Rare inscribed copy of You Only Live Twice
A fine presentation copy of You Only Live Twice, inscribed by the author Ian Fleming to former CIA Director Allen Dulles is being offered for sale by London-based rare book dealer Peter Harrington for £27,500.
The first edition presentation copy features the inscription: “To Celestial Dulles-San from Miserable Fleming-San”.
The humorous mock-Japanese inscription reflects the subject matter of the book, yet also the familiarity between the two men, both having held senior positions in their nation’s respective intelligence agencies. Dulles, furthermore, is praised by name in the novel when M complains the CIA have stopped revealing information to MI6: “They regard that as their private preserve. When Allen Dulles was in charge, we used at least to get digests of any stuff that concerned us, but this new man McCone has cracked down on all that” (page 41).
Dulles notes this copy of the book and Fleming’s inscription to him in his 1969 work Great Spy Stories from Fiction. Although Dulles is recorded as having a full set of the James Bond novels all presented by Fleming, this is the only example Peter Harrington could trace on the market.
You Only Live Twice was the eleventh Bond novel, based on Japanese material that Fleming had gathered on his five-week foreign jaunt on behalf of The Sunday Times, the basis of his non-fiction Thrilling Cities (1963). It was the last Bond story published in his lifetime. The film adaptation, starring Sean Connery as Bond, was released in 1967.
A close friend of Fleming, Allen Dulles (1893-1969) served as director of the CIA from 1953 to 1961 under Eisenhower and Kennedy. He was consequently a significant figure in the early Cold War, overseeing the coup d’états in Iran and Guatemala, the Lockheed U-2 aircraft program, the Project MKUltra mind control program, and the Bay of Pigs Invasion. It is difficult to imagine a more appropriate presentation for the spy novel.
Dulles first encountered Fleming’s work when Jacqueline Kennedy gave him a copy of From Russia with Love in 1956. He sought a meeting with the author, one which did not in fact happen until 1959, when “over a suitably epicurean meal in London’s West End, they struck up an instant rapport. This was perhaps not suprising. Dulles was a warm Anglophile, while Fleming had got on very well with the Americans with whom he had worked during the war… both possessed a visceral conviction (opponents would call it paranoia) that the Russians were plotting night and day against the West” (Moran, p. 211). They maintained correspondence until Fleming’s death in 1964.
Yet the presentation represents more than just a cordial relationship between the two intelligence experts. Dulles was a great champion of the Bond novels in America, actively promoting the novels in the American press as a means of promoting public support for secretive intelligence agencies. This raised eyebrows among certain of his peers, who viewed the Bond novels as a salacious and populist misconstruction of intelligence work. But as Moran has argued, “Dulles liked Bond because the series was an unashamed celebration of the spy business. Despite being something of a blithe anachronism, a throwback to a time when spies dressed for dinner and crude racial stereotypes were socially acceptable, 007 projected an image of Western intelligence services as a noble-band of decisive and courageous patriots, fighting an enemy in the Soviet Union, that possessed a kind of wanton, undiscriminating belligerence” (ibid., p. 209).
Fleming himself interpreted his creation in the same way, once saying that Bond was the intelligence community’s “strong right hand” in the fight against communism (ibid.). Bond offered popular respect for the CIA’s work, especially at a time when the Soviet shooting down of the U-2 Spy plane and the failed Bay of Pigs invasion under Dulles’s watch (he had to resign over the latter) led to claims that the agency was ineffective and poorly run.
After Dulles’s death, the CIA impounded his private papers, finding with some shock that in Dulles and Fleming’s correspondence the former revealed much sensitive information to the latter, and that Dulles actively sought Fleming’s advice on intelligence matters. He even funded research into gizmos from the books, including a spring-loaded knife embedded into a shoe, and was thrilled to find that it worked. Moran comments on the significance of their relationship.
It is well known that spy fiction authors claim to draw inspiration from the real intelligence world. But the relationship between Dulles and Fleming shows that real intelligence also finds inspiration in spy fiction, for their public presentation, for technologies, and for their heroic self-image. It dispels any lingering notion that Bond is of no significance to historians.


▶ **Task statement**: With the pictures omitted, repeat exactly the lines below starting with the line that has "Locate *man* using" and going on through the line that has "survey the screen for clothing.".

▶ **Supplied records**:
[Start of Attachment]
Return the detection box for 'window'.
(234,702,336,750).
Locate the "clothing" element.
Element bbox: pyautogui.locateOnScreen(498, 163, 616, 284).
[End of Attachment]
[Start of Attachment]
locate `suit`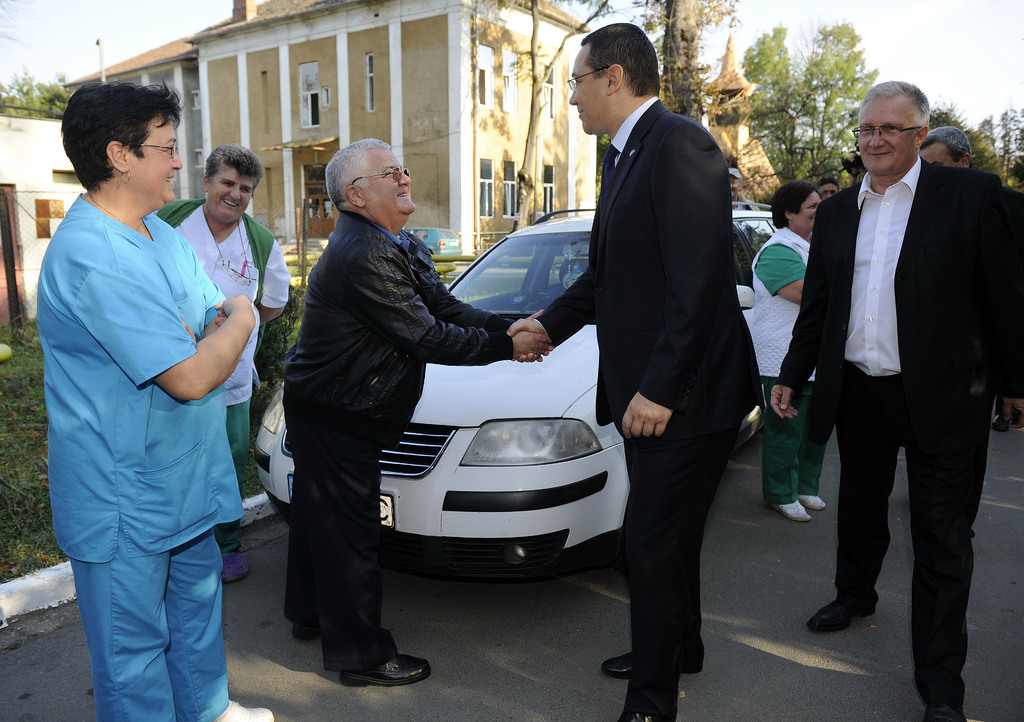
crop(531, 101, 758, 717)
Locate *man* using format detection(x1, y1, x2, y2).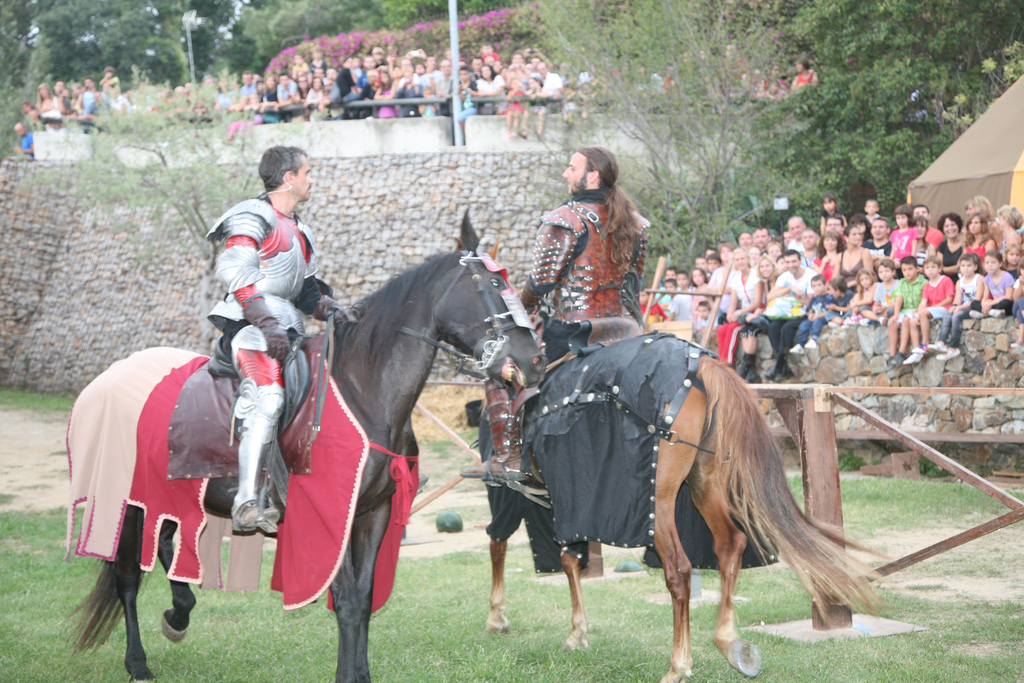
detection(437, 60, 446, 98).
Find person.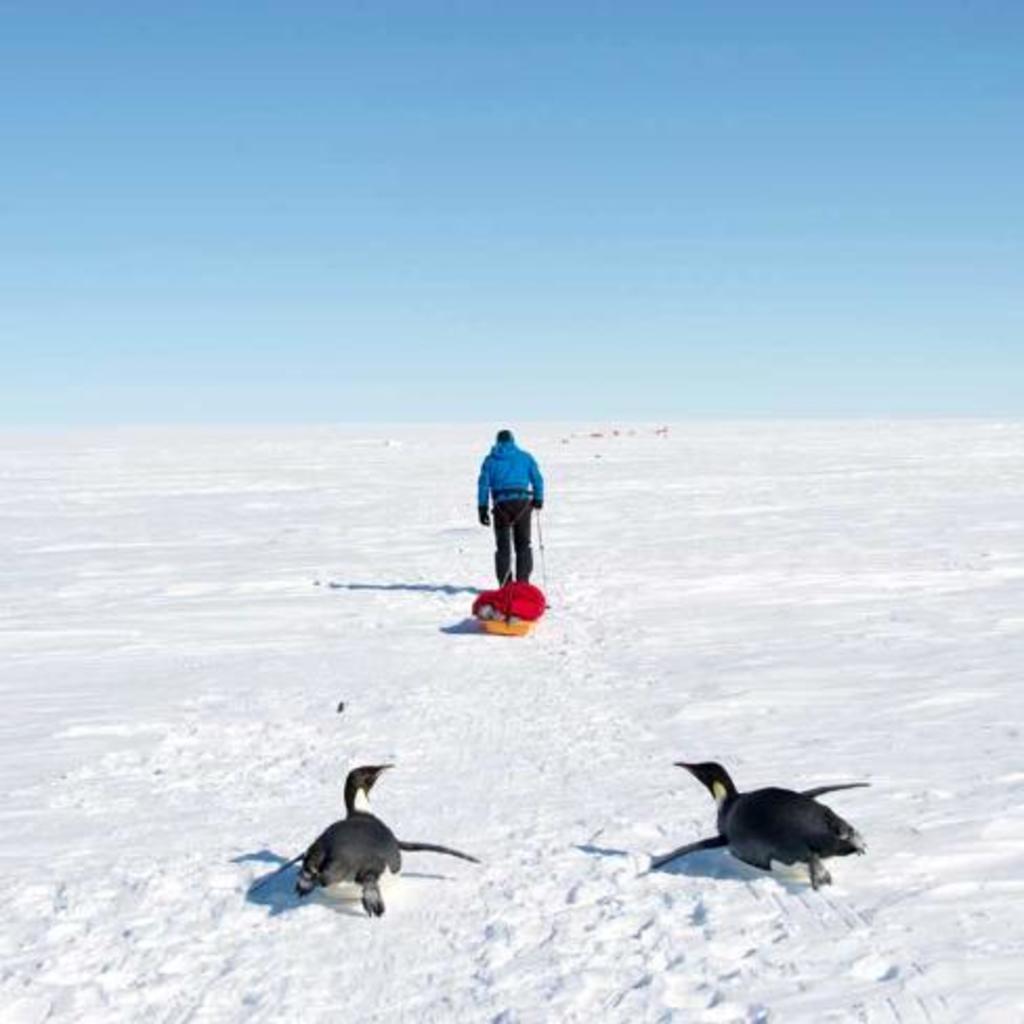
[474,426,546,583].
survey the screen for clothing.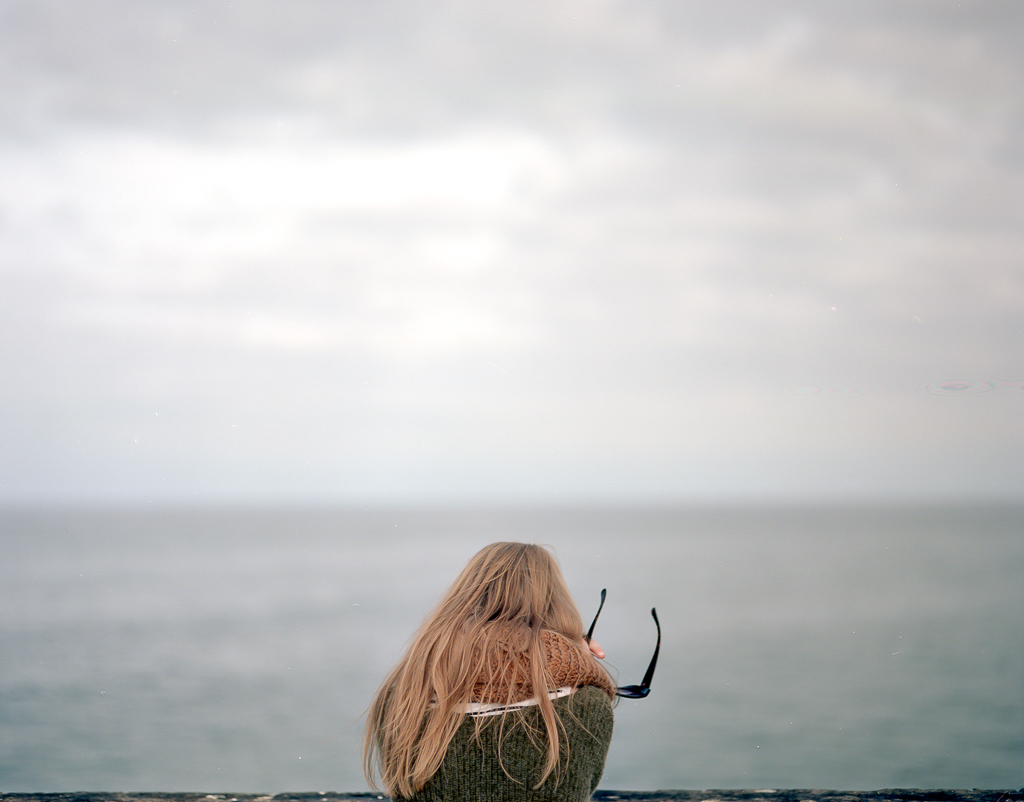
[End of Attachment]
▶ **Expected output**:
Locate *man* using format detection(x1, y1, x2, y2).
detection(437, 60, 446, 98).
Find person.
[474,426,546,583].
survey the screen for clothing.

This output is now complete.